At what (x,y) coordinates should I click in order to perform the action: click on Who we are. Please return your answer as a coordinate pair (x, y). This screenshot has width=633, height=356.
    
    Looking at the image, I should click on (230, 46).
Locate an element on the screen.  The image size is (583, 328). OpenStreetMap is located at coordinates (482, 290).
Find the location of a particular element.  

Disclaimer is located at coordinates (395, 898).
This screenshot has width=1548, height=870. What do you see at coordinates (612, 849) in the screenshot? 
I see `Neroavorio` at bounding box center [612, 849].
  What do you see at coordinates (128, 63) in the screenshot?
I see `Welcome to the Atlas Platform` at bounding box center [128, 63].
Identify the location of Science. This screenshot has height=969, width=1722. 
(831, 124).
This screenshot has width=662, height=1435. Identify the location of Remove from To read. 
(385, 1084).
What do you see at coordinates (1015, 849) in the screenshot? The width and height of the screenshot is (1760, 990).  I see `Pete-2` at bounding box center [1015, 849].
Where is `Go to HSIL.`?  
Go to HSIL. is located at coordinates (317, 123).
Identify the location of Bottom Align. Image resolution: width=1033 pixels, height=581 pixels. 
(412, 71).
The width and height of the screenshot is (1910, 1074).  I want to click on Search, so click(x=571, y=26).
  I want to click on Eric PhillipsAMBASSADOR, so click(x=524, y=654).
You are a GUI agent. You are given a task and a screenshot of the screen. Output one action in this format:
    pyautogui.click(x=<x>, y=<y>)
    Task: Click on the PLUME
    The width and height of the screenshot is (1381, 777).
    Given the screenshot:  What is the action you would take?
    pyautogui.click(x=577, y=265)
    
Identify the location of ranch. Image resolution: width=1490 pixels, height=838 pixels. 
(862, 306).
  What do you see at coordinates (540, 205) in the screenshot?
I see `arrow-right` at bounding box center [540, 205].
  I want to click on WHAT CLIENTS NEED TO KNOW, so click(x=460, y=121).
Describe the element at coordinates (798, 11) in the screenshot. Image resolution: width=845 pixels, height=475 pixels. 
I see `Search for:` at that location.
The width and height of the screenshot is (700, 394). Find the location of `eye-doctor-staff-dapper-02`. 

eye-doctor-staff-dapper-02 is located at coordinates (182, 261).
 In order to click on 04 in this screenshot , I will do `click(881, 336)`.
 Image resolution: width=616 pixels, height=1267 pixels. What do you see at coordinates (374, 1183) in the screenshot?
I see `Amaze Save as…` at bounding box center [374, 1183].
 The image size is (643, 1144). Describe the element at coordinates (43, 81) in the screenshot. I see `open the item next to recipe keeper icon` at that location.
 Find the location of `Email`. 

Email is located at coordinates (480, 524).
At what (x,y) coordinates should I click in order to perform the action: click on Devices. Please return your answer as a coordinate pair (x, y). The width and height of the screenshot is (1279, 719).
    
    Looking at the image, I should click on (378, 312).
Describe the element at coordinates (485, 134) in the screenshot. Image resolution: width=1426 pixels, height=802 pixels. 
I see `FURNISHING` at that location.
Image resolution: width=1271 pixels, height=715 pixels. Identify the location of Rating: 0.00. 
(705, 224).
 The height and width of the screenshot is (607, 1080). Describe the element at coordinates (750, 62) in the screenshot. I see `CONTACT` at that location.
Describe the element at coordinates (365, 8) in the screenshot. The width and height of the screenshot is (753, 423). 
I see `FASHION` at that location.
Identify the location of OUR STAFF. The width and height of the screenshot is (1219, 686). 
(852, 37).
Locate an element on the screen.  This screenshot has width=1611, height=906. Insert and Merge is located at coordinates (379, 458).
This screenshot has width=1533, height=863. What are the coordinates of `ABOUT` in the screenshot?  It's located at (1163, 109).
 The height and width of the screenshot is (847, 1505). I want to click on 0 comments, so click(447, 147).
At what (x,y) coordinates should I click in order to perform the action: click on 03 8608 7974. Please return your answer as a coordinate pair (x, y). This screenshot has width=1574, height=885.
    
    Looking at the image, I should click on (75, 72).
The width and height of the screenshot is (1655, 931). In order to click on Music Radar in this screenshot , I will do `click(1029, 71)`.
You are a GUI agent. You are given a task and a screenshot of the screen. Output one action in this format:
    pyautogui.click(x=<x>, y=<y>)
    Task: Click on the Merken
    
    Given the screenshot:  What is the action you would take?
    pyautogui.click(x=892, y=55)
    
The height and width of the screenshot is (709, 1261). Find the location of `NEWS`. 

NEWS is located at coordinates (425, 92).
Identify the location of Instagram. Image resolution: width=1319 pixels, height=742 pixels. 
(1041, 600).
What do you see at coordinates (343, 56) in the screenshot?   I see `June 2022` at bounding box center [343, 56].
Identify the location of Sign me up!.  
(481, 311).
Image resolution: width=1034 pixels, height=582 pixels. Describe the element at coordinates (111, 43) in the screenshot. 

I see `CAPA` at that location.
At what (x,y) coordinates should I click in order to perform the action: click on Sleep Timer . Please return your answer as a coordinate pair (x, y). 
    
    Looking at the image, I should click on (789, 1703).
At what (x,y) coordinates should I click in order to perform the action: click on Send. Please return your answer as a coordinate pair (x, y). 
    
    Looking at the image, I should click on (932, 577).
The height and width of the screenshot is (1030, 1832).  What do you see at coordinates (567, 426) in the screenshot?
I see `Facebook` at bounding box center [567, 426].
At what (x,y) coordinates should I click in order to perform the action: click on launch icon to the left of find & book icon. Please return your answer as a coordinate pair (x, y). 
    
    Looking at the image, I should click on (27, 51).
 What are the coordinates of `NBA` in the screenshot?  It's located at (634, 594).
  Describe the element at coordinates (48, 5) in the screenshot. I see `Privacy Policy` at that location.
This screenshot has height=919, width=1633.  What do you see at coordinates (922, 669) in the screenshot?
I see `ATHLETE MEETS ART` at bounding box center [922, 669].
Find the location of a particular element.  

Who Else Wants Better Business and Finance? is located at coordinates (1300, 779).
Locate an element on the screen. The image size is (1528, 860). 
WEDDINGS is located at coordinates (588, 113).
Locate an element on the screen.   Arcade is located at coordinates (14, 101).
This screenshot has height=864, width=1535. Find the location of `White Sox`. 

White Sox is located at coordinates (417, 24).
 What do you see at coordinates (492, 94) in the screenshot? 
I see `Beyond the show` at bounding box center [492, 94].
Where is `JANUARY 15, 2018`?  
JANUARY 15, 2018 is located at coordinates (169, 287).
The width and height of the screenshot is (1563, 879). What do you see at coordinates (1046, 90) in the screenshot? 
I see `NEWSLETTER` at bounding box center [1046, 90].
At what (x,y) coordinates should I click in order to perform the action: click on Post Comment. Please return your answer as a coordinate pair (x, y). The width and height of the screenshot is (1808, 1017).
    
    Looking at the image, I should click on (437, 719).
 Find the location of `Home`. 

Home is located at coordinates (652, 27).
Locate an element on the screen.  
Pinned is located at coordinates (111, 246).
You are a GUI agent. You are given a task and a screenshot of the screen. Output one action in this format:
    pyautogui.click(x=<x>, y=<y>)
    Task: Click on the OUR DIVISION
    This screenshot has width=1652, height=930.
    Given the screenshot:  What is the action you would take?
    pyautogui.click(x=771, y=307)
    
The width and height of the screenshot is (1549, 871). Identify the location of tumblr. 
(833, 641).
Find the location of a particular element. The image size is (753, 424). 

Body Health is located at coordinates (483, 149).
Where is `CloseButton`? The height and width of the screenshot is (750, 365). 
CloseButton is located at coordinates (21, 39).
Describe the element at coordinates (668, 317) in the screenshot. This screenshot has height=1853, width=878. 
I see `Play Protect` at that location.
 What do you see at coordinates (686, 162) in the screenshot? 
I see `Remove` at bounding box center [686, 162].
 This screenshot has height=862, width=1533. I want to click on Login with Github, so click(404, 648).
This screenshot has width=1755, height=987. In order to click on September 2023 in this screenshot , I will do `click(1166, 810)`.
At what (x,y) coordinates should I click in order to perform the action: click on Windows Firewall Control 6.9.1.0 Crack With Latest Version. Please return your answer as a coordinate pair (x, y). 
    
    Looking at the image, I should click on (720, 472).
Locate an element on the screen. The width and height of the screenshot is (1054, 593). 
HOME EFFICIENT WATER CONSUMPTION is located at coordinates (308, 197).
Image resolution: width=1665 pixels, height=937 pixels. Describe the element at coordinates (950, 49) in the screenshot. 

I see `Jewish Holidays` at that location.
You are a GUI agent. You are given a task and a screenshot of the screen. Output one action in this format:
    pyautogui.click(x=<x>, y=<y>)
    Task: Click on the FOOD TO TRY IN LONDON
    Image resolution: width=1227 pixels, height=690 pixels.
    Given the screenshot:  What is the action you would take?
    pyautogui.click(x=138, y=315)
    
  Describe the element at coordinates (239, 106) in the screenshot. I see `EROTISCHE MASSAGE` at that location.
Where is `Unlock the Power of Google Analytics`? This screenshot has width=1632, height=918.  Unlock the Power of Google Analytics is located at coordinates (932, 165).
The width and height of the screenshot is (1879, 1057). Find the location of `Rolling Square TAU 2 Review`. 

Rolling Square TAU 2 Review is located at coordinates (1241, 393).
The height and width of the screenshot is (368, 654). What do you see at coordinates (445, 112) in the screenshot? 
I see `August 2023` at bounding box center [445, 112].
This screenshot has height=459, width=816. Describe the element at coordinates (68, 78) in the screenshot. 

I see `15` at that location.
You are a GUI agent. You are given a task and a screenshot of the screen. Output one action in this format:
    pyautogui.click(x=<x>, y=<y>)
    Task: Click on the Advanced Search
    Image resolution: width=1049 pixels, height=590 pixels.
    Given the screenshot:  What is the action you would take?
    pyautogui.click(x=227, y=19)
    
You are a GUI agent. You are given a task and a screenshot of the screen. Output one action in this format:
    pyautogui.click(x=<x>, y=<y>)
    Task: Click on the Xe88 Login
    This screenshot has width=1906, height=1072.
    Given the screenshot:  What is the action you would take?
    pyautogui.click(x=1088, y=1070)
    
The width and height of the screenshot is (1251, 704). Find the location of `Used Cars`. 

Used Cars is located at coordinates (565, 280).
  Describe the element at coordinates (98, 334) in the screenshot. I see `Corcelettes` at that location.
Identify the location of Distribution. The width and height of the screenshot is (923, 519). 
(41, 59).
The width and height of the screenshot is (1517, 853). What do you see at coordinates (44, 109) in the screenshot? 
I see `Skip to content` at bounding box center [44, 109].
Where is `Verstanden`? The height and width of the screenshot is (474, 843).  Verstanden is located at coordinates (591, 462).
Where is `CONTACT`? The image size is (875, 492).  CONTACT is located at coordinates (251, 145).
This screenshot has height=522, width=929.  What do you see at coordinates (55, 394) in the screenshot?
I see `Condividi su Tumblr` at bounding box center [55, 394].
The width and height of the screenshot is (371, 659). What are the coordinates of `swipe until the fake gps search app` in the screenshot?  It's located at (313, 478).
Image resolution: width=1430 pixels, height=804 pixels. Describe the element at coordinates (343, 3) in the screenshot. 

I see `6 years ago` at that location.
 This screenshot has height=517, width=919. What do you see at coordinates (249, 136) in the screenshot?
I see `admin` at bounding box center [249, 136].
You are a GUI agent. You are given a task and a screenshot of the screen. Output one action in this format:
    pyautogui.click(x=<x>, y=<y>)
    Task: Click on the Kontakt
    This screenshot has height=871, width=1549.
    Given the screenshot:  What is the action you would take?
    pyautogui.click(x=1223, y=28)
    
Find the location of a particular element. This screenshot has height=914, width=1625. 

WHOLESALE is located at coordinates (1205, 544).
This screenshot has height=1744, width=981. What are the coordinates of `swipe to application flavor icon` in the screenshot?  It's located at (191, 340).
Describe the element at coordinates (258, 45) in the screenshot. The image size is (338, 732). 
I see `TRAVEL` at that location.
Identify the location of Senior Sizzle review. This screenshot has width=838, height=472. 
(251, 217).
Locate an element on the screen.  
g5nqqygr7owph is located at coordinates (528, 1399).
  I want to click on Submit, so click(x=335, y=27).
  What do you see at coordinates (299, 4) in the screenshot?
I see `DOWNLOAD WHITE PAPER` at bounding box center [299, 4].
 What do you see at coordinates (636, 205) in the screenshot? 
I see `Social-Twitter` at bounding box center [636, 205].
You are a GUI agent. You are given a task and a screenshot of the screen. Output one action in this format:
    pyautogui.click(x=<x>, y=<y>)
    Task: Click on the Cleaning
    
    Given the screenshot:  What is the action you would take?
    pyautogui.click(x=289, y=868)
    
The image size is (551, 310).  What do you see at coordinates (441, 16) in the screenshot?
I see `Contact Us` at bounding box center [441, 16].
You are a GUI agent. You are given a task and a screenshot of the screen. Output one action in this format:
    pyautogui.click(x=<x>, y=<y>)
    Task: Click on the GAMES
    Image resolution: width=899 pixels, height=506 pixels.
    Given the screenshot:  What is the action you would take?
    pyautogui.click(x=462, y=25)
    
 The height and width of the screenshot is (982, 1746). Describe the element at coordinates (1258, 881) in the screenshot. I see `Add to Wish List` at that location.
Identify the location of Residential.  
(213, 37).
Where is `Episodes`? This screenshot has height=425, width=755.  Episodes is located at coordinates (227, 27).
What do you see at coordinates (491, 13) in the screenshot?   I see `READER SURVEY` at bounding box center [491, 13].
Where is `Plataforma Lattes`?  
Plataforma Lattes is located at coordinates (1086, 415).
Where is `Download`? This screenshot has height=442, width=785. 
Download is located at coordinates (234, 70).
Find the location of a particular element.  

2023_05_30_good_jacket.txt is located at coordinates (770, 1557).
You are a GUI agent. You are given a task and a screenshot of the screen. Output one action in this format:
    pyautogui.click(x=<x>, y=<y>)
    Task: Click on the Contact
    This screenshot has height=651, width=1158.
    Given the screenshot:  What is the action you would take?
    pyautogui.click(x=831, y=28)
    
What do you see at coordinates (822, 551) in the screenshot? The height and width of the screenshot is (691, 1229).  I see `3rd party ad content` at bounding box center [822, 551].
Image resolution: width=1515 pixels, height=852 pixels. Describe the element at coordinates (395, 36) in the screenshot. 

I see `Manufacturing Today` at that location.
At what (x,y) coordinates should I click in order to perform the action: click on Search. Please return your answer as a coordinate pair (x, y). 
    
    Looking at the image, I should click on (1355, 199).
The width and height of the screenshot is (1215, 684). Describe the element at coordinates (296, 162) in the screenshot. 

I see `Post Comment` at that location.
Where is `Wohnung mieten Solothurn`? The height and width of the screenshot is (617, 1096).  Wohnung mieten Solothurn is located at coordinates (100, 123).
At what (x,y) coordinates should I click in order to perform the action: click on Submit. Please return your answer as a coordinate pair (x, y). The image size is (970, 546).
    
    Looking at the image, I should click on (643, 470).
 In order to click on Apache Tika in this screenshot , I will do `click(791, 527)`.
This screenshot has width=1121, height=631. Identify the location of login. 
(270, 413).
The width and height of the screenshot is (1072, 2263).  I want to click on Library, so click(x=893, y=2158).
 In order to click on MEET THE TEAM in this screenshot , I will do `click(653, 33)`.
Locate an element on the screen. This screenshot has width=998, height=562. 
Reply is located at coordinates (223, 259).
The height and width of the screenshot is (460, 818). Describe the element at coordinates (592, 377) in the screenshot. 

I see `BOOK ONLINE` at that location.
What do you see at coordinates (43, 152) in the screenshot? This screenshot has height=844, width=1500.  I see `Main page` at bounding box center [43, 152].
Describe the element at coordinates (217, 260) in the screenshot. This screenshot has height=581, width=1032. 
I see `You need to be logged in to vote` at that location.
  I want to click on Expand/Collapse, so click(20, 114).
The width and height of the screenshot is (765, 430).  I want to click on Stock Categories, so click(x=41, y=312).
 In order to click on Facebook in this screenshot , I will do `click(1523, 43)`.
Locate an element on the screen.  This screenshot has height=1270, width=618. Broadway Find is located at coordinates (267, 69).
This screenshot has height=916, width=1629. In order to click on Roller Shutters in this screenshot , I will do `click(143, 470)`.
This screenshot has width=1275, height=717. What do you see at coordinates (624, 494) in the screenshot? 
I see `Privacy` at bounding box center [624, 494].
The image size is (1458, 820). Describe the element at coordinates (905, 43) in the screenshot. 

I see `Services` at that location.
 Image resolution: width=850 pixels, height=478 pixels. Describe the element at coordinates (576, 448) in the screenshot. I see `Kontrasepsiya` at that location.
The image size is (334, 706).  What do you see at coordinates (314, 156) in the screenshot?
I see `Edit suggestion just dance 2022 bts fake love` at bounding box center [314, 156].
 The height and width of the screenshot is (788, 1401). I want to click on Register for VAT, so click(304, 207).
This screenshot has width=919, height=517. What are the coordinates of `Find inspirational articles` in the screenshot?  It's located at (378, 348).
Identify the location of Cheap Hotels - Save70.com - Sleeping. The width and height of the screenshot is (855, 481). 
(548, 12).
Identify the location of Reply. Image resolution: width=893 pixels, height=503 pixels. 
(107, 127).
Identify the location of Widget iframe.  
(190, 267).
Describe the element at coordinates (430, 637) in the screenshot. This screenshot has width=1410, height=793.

*REQUIREMENT:* Tell how many lines in the material contain the string "swipe". Nothing but the number is needed.

*RESPONSE:* 2